In your code example, only the outer loop is parallel. You can test by typing omp_get_thread_num() in the inner loop, and you will see that for a given i number of threads is the same (of course, this test is demonstrative and not final, since different runs will give different results), For example, with:
#include <stdio.h> #include <omp.h> #define dimension 4 int main() { #pragma omp parallel for for (int i = 0; i < dimension; i++) for (int j = 0; j < dimension; j++) printf("i=%d, j=%d, thread = %d\n", i, j, omp_get_thread_num()); }
I get:
i=1, j=0, thread = 1 i=3, j=0, thread = 3 i=2, j=0, thread = 2 i=0, j=0, thread = 0 i=1, j=1, thread = 1 i=3, j=1, thread = 3 i=2, j=1, thread = 2 i=0, j=1, thread = 0 i=1, j=2, thread = 1 i=3, j=2, thread = 3 i=2, j=2, thread = 2 i=0, j=2, thread = 0 i=1, j=3, thread = 1 i=3, j=3, thread = 3 i=2, j=3, thread = 2 i=0, j=3, thread = 0
As for the rest of your code, you might want to add more details to the new question (it's hard to say from a small example), but, for example, you cannot put private(j) when j only announced later.
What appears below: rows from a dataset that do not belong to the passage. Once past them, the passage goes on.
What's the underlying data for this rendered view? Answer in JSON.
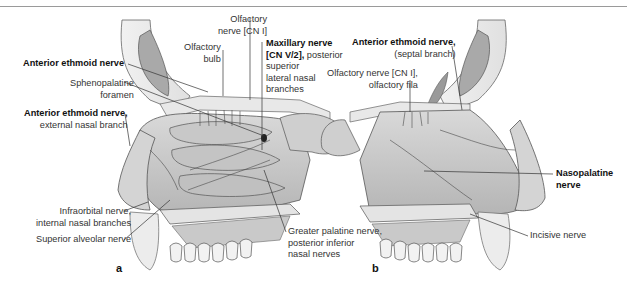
{
  "figure": {
    "panels": [
      {
        "id": "a",
        "label": "a",
        "view": "lateral nasal wall",
        "labels": [
          {
            "key": "olfactory_nerve",
            "line1": "Olfactory",
            "line2": "nerve [CN I]"
          },
          {
            "key": "olfactory_bulb",
            "line1": "Olfactory",
            "line2": "bulb"
          },
          {
            "key": "anterior_ethmoid_nerve",
            "bold": "Anterior ethmoid nerve"
          },
          {
            "key": "sphenopalatine_foramen",
            "line1": "Sphenopalatine",
            "line2": "foramen"
          },
          {
            "key": "anterior_ethmoid_external",
            "bold": "Anterior ethmoid nerve,",
            "line2": "external nasal branch"
          },
          {
            "key": "maxillary_nerve",
            "bold1": "Maxillary nerve",
            "bold2": "[CN V/2],",
            "rest2": " posterior",
            "line3": "superior",
            "line4": "lateral nasal",
            "line5": "branches"
          },
          {
            "key": "infraorbital_nerve",
            "line1": "Infraorbital nerve,",
            "line2": "internal nasal branches"
          },
          {
            "key": "superior_alveolar_nerve",
            "line1": "Superior alveolar nerve"
          },
          {
            "key": "greater_palatine_nerve",
            "line1": "Greater palatine nerve,",
            "line2": "posterior inferior",
            "line3": "nasal nerves"
          }
        ]
      },
      {
        "id": "b",
        "label": "b",
        "view": "nasal septum",
        "labels": [
          {
            "key": "anterior_ethmoid_septal",
            "bold": "Anterior ethmoid nerve,",
            "line2": "(septal branch)"
          },
          {
            "key": "olfactory_fila",
            "line1": "Olfactory nerve [CN I],",
            "line2": "olfactory fila"
          },
          {
            "key": "nasopalatine_nerve",
            "bold1": "Nasopalatine",
            "bold2": "nerve"
          },
          {
            "key": "incisive_nerve",
            "line1": "Incisive nerve"
          }
        ]
      }
    ]
  }
}
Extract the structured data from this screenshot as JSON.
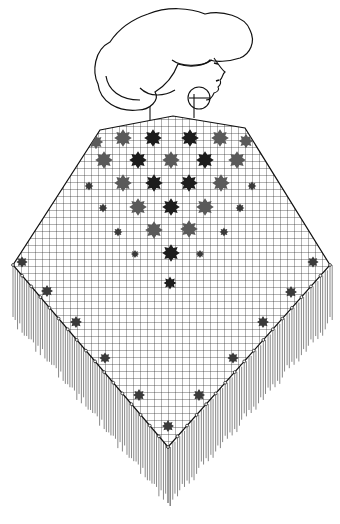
{
  "illustration": {
    "subject": "woman-in-fringed-shawl",
    "colors": {
      "background": "#ffffff",
      "line": "#1a1a1a",
      "flower_dark": "#1c1c1c",
      "flower_mid": "#555555",
      "fringe": "#666666"
    },
    "elements": [
      "hair",
      "face-profile",
      "hoop-earring",
      "neck",
      "grid-shawl",
      "flower-motifs",
      "fringe"
    ]
  }
}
It is automatically closed in my example above. I think diff is a variable that we do not see in the sample. In addition, the loop variable i automatically closed (from spec version 2.5 - the same in specification 3.0)
The iterative loop variable in for-loop for for or parallel for construct is private in this build.
Edit: all of the above is true for the code that you and I showed, but you may be interested in the following. For OpenMP version 3.0 (for example, gcc version 4.4 is available , but not version 4.3) there is a collapse clause where you can write code as you have, but with #pragma omp parallel for collapse (2) for parallelization as for loops (see . specification ).
Edit : OK, I downloaded gcc 4.5.0 and executed the above code, but using collapse (2) to get the following output, showing that the inner loop is now parallelized:
i=0, j=0, thread = 0 i=0, j=2, thread = 1 i=1, j=0, thread = 2 i=2, j=0, thread = 4 i=0, j=1, thread = 0 i=1, j=2, thread = 3 i=3, j=0, thread = 6 i=2, j=2, thread = 5 i=3, j=2, thread = 7 i=0, j=3, thread = 1 i=1, j=1, thread = 2 i=2, j=1, thread = 4 i=1, j=3, thread = 3 i=3, j=1, thread = 6 i=2, j=3, thread = 5 i=3, j=3, thread = 7
The comments here (searching for "Workarounds") are also relevant to workarounds in version 2.5, if you want to parallelize both loops, but the above specification for version 2.5 is pretty clear (see non-conforming examples in section A.35 ).